Tilly's eyes turned soft. "Wouldn't that be nice? Just some things I... I gotta do first."

The silence settled between them. The unspoken words: first, I must get out of this life. Charles wasn't sure he could afford to have such dreams anymore, but he was glad Tilly still nurtured the hope of something better. She couldn't even say the words out loud, so loyal were they all to Dutch van der Linde and his honeyed words.

"Uncle Arthur's back!" Jack said, and looked back at Tilly. "Do you think he has more chocolate?"

"I don't know, sweetie. Why don't you ask him?"

Arthur did, in fact, have chocolate on him. Jack tore open the wrapper and started eating it right then and there. Tilly had gone back to reading her book, but Charles watched as Arthur awkwardly patted Jack's head and continue on his rounds. Arthur had rounds, as it turned out. He may be often gone, but when he returned, he exuded exhaustion and fondness in equal measure. After dropping off the usual souvenirs at Pearson's table, he circumambulated the camp, checking in on everyone. Charles could hear the faint dialogue from here.

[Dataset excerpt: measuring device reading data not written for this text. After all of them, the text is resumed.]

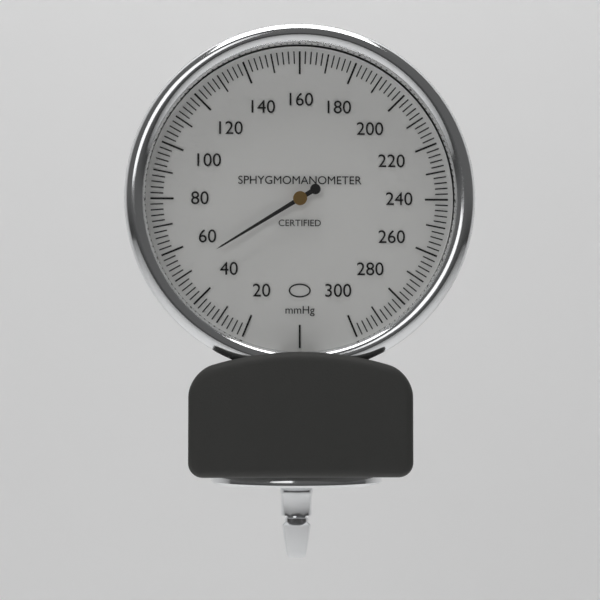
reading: 52 mmHg
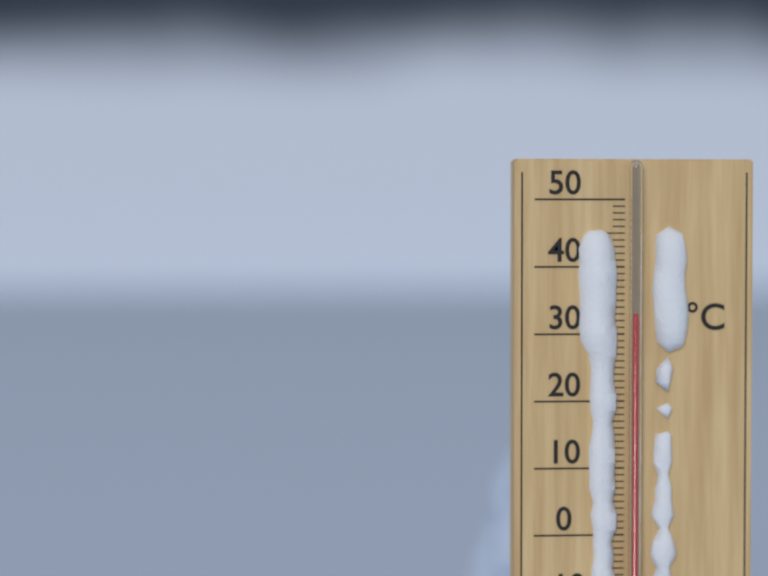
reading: 33 °C
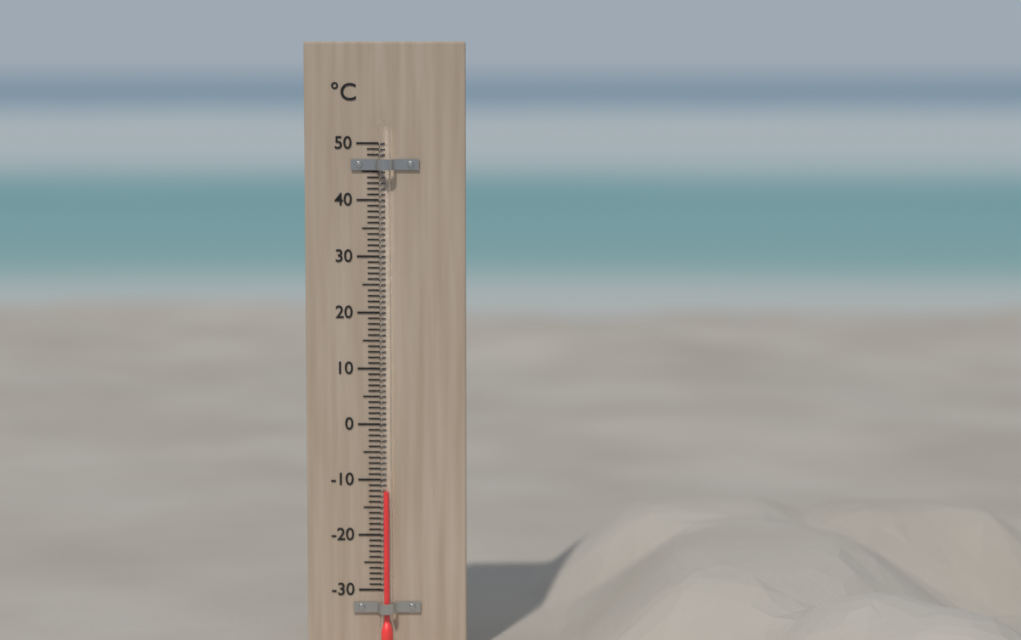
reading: -12 °C
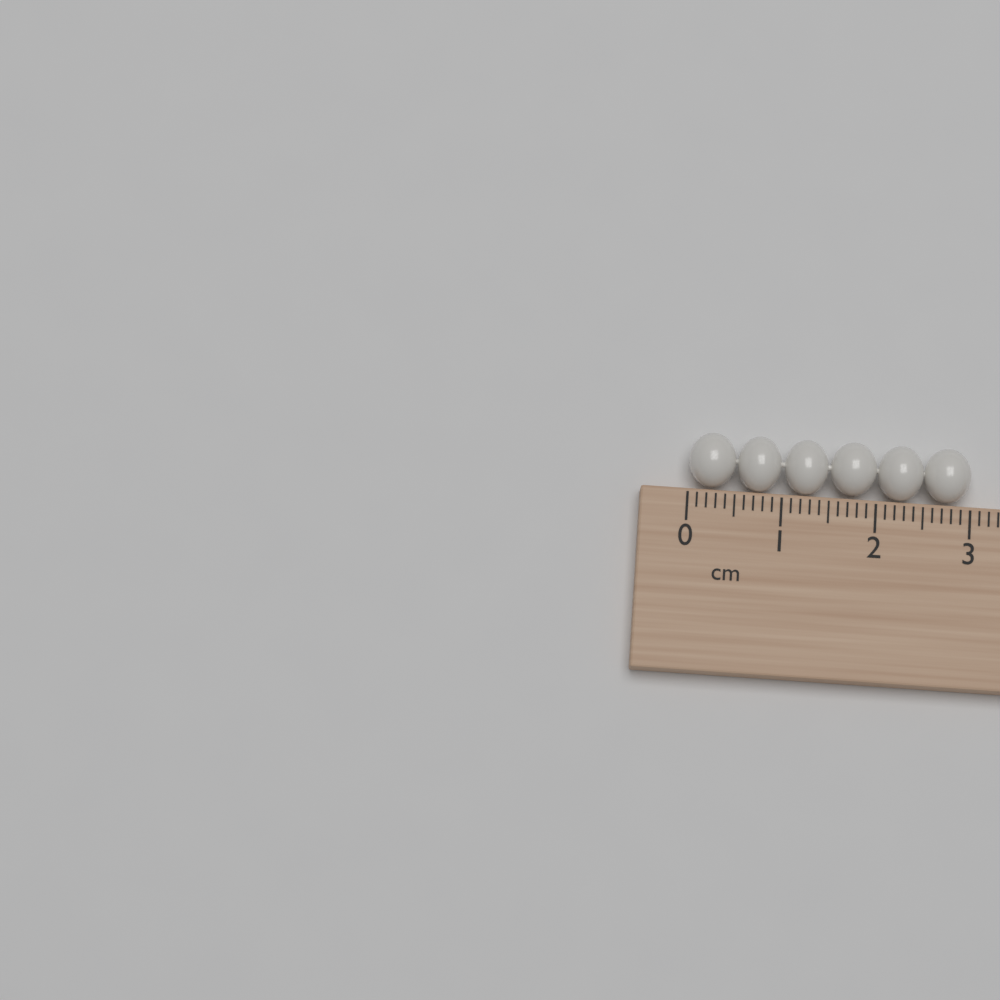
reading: 3.0 cm
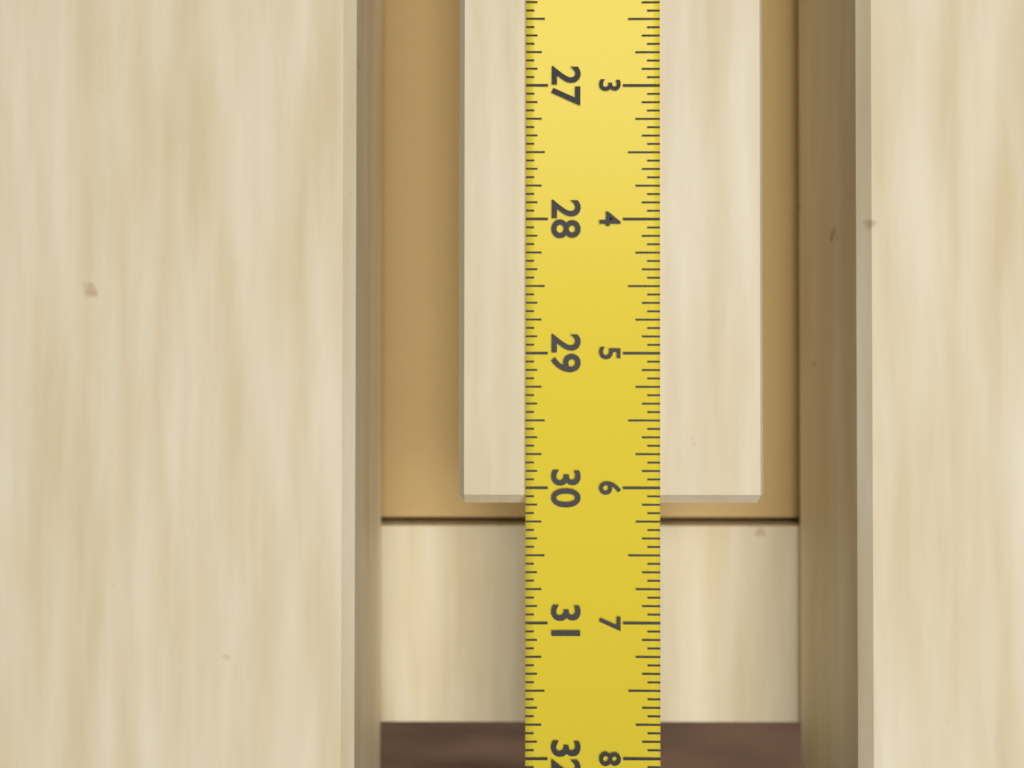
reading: 30.1250 in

Just small talk, small exchanges of no consequence beyond a good morning and how are you keeping, or maybe a "Hmm, stinks of coward around here" depending on whether or not your name was Micah. With each greeting Arthur seemed to come back to himself from whatever fugue he had nurtured out in the wilderness. Arthur made one last stop at the poker table where Hosea was catching up on yesterday's newspaper. He took out something from his satchel and gave it to the old man, who nodded and patted his arm. Finally, after one last look around to make sure he hadn't missed anyone, Arthur shuffled back to his cot and went straight to bed.

"Where does he go?" Charles wondered aloud.

Tilly looked up from her book. "He tells us stories about it sometimes, but Jenny reckons half of it's hogwash. Maybe you should find out for real and tell us."

He huffed a laugh. "Like some spy?"

"Oh, he's harmless, really," Tilly smiled, like she's talking about a big old pussycat. "He looks out for us, I know that much."

More than some do, Charles thought, but he said, instead, "Good."

And there wasn't much more to say about it than that.